The Raven's Gift - Don Rearden [2]
He stopped short of shaking his head and half slid down the hard frozen embankment, holding the rifle on his lap.
“I’m going to check it out,” he replied. “Maybe stay for a few nights and rest. Let the ice firm up. Find shelter. Hopefully something to eat.”
She pointed her brown fur mitten upstream. “The riverbank is not so steep a little ways up. You can pull me up there. By the school,” she said, and then asked, “Are there any more tracks?”
He surveyed the light blanket of white covering the river, searching for the two strange snakelike lines he’d encountered at the river’s edge three days earlier. “No,” he said.
“Good,” she said. “I don’t like those tracks.”
“Me either.”
He reached down, wrapped the yellow rope around his waist and began pulling her up the river of ice. His feet were numb with cold. He slipped with each step, the fresh snow making the going slick and dangerous. He knew better than to be walking on the river ice so early, but they had to keep travelling. They had to beat the colder weather on the way, and he didn’t feel safe if they weren’t moving.
“Do you see the graves yet?” she asked.
He did. High up on the river’s bank a cluster of leaning and listing white wooden crosses poked out from the long straw-coloured grass that the snow hadn’t completely covered.
“That’s where you can pull me up,” she whispered, “between the graveyard and the school.” She turned her head away from the village, as if she could see the sweeping flat expanse of white nothing. “You know, I never liked coming to Kuigpak, for basketball games, or for anything, really. Even now, I don’t like it.”
The cut in the high dirt wall of riverbank was right where she said it would be. He strained to pull her up the embankment, imagining what life had once been for her, the sounds of a basketball game, sitting at the edge of the court with her legs crossed, her head following the hollow twang of a bouncing ball against the gym floor, a player dribbling, driving toward a hoop, silence as the ball floated up, the swish of the nylon netting against the leather, the small gym choked with cheering, with life. He wondered why, of all villages, this one she openly disliked.

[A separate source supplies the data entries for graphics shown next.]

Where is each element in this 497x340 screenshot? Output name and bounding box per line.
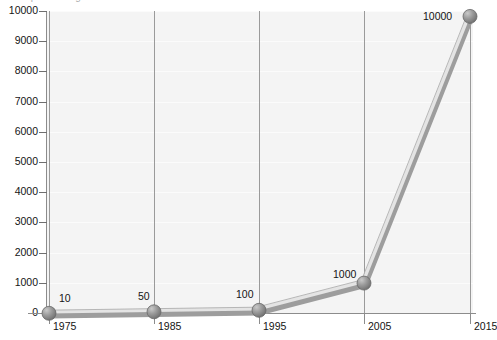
y-axis-tick: [39, 71, 47, 72]
gridline-horizontal: [47, 71, 473, 72]
data-point-label: 50: [138, 291, 150, 302]
gridline-vertical: [259, 11, 260, 313]
gridline-horizontal: [47, 102, 473, 103]
y-axis-tick: [39, 253, 47, 254]
y-axis-label: 7000: [0, 96, 38, 107]
x-axis-label: 2015: [474, 320, 497, 332]
x-axis-tick: [470, 313, 471, 324]
gridline-vertical: [470, 11, 471, 313]
x-axis-line: [28, 313, 476, 314]
chart-container: Exponential growth 10000 9000 8000 7000 …: [0, 0, 497, 340]
y-axis-label: 8000: [0, 65, 38, 76]
gridline-horizontal: [47, 253, 473, 254]
y-axis-tick: [39, 222, 47, 223]
y-axis-tick: [39, 162, 47, 163]
y-axis-tick: [39, 132, 47, 133]
y-axis-tick: [39, 11, 47, 12]
x-axis-label: 1995: [263, 320, 286, 332]
y-axis-label: 10000: [0, 5, 38, 16]
x-axis-tick: [154, 313, 155, 324]
y-axis-label: 3000: [0, 216, 38, 227]
x-axis-label: 2005: [368, 320, 391, 332]
data-point-label: 100: [236, 289, 254, 300]
data-point-label: 10: [59, 293, 71, 304]
data-point-label: 10000: [423, 11, 452, 22]
chart-title: Exponential growth: [19, 0, 106, 2]
gridline-vertical: [154, 11, 155, 313]
y-axis-label: 6000: [0, 126, 38, 137]
plot-area: [47, 11, 473, 313]
y-axis-tick: [39, 192, 47, 193]
gridline-horizontal: [47, 283, 473, 284]
y-axis-tick: [39, 41, 47, 42]
y-axis-label: 2000: [0, 247, 38, 258]
gridline-horizontal: [47, 132, 473, 133]
y-axis-label: 9000: [0, 35, 38, 46]
x-axis-label: 1985: [158, 320, 181, 332]
y-axis-label: 4000: [0, 186, 38, 197]
gridline-horizontal: [47, 162, 473, 163]
gridline-vertical: [49, 11, 50, 313]
x-axis-tick: [49, 313, 50, 324]
x-axis-tick: [364, 313, 365, 324]
data-point-label: 1000: [333, 269, 356, 280]
gridline-horizontal: [47, 11, 473, 12]
y-axis-tick: [39, 102, 47, 103]
gridline-horizontal: [47, 41, 473, 42]
y-axis-label: 1000: [0, 277, 38, 288]
x-axis-label: 1975: [53, 320, 76, 332]
y-axis-label: 5000: [0, 156, 38, 167]
y-axis-tick: [39, 283, 47, 284]
gridline-horizontal: [47, 192, 473, 193]
gridline-horizontal: [47, 222, 473, 223]
gridline-vertical: [364, 11, 365, 313]
x-axis-tick: [259, 313, 260, 324]
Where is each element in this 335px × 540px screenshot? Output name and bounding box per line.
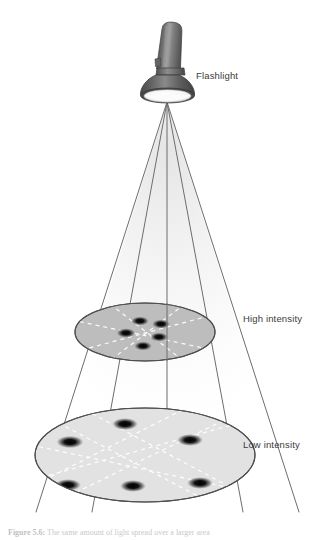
label-low-intensity: Low intensity — [243, 440, 300, 450]
figure-container: Flashlight High intensity Low intensity … — [0, 0, 335, 540]
figure-caption: Figure 5.6: The same amount of light spr… — [8, 528, 330, 538]
label-flashlight: Flashlight — [196, 71, 238, 81]
diagram-canvas — [0, 0, 335, 540]
flashlight-collar — [156, 68, 185, 75]
flashlight-switch-nub — [155, 58, 161, 67]
flashlight-object — [140, 21, 194, 103]
label-high-intensity: High intensity — [243, 314, 302, 324]
figure-caption-text: The same amount of light spread over a l… — [47, 528, 210, 537]
figure-caption-number: Figure 5.6: — [8, 528, 45, 537]
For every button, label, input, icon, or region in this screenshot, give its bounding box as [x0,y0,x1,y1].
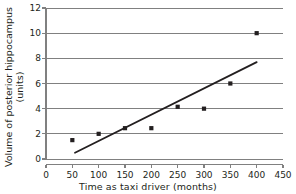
data-point-marker [255,31,259,35]
data-point-marker [97,132,101,136]
y-axis-tick-label: 10 [20,29,41,38]
data-point-marker [202,107,206,111]
data-point-marker [176,105,180,109]
y-axis-tick-label: 6 [20,79,41,88]
x-axis-title: Time as taxi driver (months) [0,181,296,192]
trend-line [75,62,257,153]
x-axis-tick-label: 0 [43,171,49,180]
x-axis-tick-label: 250 [169,171,186,180]
chart-container: Volume of posterior hippocampus (units) … [0,0,296,194]
x-axis-tick-label: 200 [143,171,160,180]
y-axis-tick-label: 0 [20,155,41,164]
x-axis-tick-label: 100 [90,171,107,180]
data-point-marker [149,126,153,130]
y-axis-tick-label: 8 [20,54,41,63]
x-axis-tick-label: 400 [248,171,265,180]
x-axis-tick-label: 450 [274,171,291,180]
x-axis-tick-label: 300 [195,171,212,180]
chart-plot-area [0,0,296,194]
data-point-marker [70,138,74,142]
x-axis-tick-label: 350 [222,171,239,180]
data-point-marker [123,126,127,130]
data-point-marker [228,81,232,85]
y-axis-tick-label: 4 [20,104,41,113]
y-axis-tick-label: 12 [20,4,41,13]
x-axis-tick-label: 50 [67,171,78,180]
y-axis-tick-label: 2 [20,129,41,138]
x-axis-tick-label: 150 [116,171,133,180]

“You smell that?” she asked.
He stopped halfway up the fifteen-foot-high bank. He crouched and turned back toward her. She lifted her chin; her small nostrils quivered and her milky eyes seemed to search the grey sky.
“Not like that evil smoke,” she whispered. “This is just wood, driftwood smoke. I think there’s someone good here, John! Someone safe.”
He pulled the rifle off his shoulder and bear-crawled, with the sled in tow, toward the top. Just before he reached the crest he dropped down and pressed his body into the hard frozen mud, the rifle in his right hand, the toboggan line in his left. Her weight, what little there was, tightened the thin rope wrapped around his glove.
“It’s coming from over that way,” she mouthed, pointing to her left.
He chambered a round while his eyes scanned the few remaining chimneys of the houses on the north side of the trail that cut the lifeless village in two. The carnage was the same as in the other villages. The shack houses had been burned or pilfered and what remained made little sense. Out of the broken window of one house dangled a large black television, its cord running up and into the darkness beyond the window frame, as if somehow holding on.
THE JOB INTERVIEW took all of twenty minutes, with the questions geared more toward whether they were serious about teaching in the middle of Nowhere, Alaska, than whether they were competent educators. Gary Brelin, the personnel director, a handsome, fit runner type in his late forties, looked the two of them over, tugged at his earlobe for a moment, and scanned their résumés one final time.
“Impressive,” he said. “Your reference letter from your mentor teacher nearly brought a tear to my eye, Anna. ‘The kind of spirit all teachers should have.’ For first-year teachers, you both have striking résumés. You know, we get three types who apply to teach on the tundra.